Ryan Montbleau and The Ballroom Thieves pair together like wine and good cheese, exhibiting the range of their folk vocabulary.
As a double bill, Ryan Montbleau and The Ballroom Thieves could hardly have complemented each other better. Performing a private show in the Spotify Boston offices, Montbleau was the perfect fixture for the coffee shop-sized space with just his guitar and signature newsies cap. In contrast, the three-piece, The Ballroom Thieves, with their boundless energy and impassioned singing at high volumes, seemed nearly too much to be contained.
Montbleau represents an old guard. His style is perennial; he sounds as emblematic of the folk music scene ten or twenty years ago. The more contemporary Thieves, by contrast, couch their their inventive, yet backwards facing moment in folk music comprised primarily of three-piece outfits.
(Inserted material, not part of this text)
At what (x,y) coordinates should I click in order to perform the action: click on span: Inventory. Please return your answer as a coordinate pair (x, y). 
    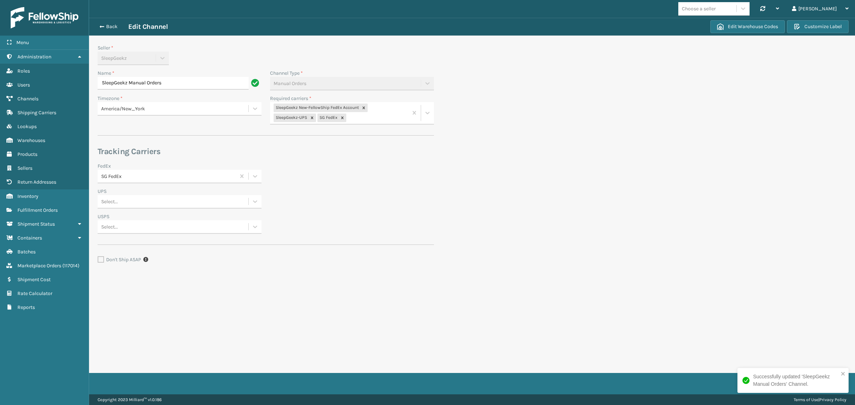
    Looking at the image, I should click on (28, 196).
But the sentiment of their music dovetails, and the obvious admiration each act holds for the other created an atmosphere of friends among friends in an already intimate show —populated by their top Spotify listeners in Boston.
Spotify gathered a handful of both artists’ top Spotify listeners to join The Ballroom Thieves and Ryan Montbleau for free beer and a show to promote the Festival at the Farm at Prowse Farm in Canton.
In a natural progression, Ryan Montbleau played first, opening the show with the title track off of his latest album of the same name, “I Was Just Leaving.” Montbleau bantered easily with the crowd between songs, and his performance style was similarly casual and straightforward, yet dynamic in a conversational way. These qualities were at their best particularly in “Bright Side’ and “Time and Again.” The poetic and melancholy tune “Ghosts” made one audience member’s night, who screamed “Yes!” when Montbleau announced that it would be his next tune.
The highlight of his set was “Ships in the Night,” penned only the week before, a lament of the current political situation and the misunderstandings that arise when people lack empathy. The political environment of the last few years has spurred the creation of a lot of political anthems, but “Ships in the Night” undoubtedly belongs among the most powerful and nuanced of these.
The Ballroom Thieves attacked their set with their typical bombastic energy. For the bulk for their set, there was an undercurrent of complacency beneath their energy. Their most recent album, Dead Eye, was released a year ago and the band has been on the road ever since. They played all of the classics—”Archers,” “Wild Woman”—and many of the crowd-pleasers on the new album, such as “Blood Run Red” and “Anybody Else.” They debuted several songs that had no sense of rote.
The first was, like Montbleau’s “Ships in the Night”, a song of political reaction, this time written shortly after the 2016 election. Martin Earley and Devin Mauch punctuated Calin Peters’s raspy belt with the repeated line “You’re a liar.” The second new song was titled “Only Lonely,” and will be released sometime in fall.
Ryan Montbleau returned to the stage to accompany the Thieves. In a duet with Montbleau and his guitar, Thieves’ cellist and vocalist Callie Peters showed her vocal talents in a way that she had yet to do with the Thieves, covering Patsy Cline’s “Crazy.” Peters’s smoky, warbling vibrato shone in a performance that was simple and just plain lovely.
The show was truly a treat, a confection of songs and beer in a low-lit office cafeteria.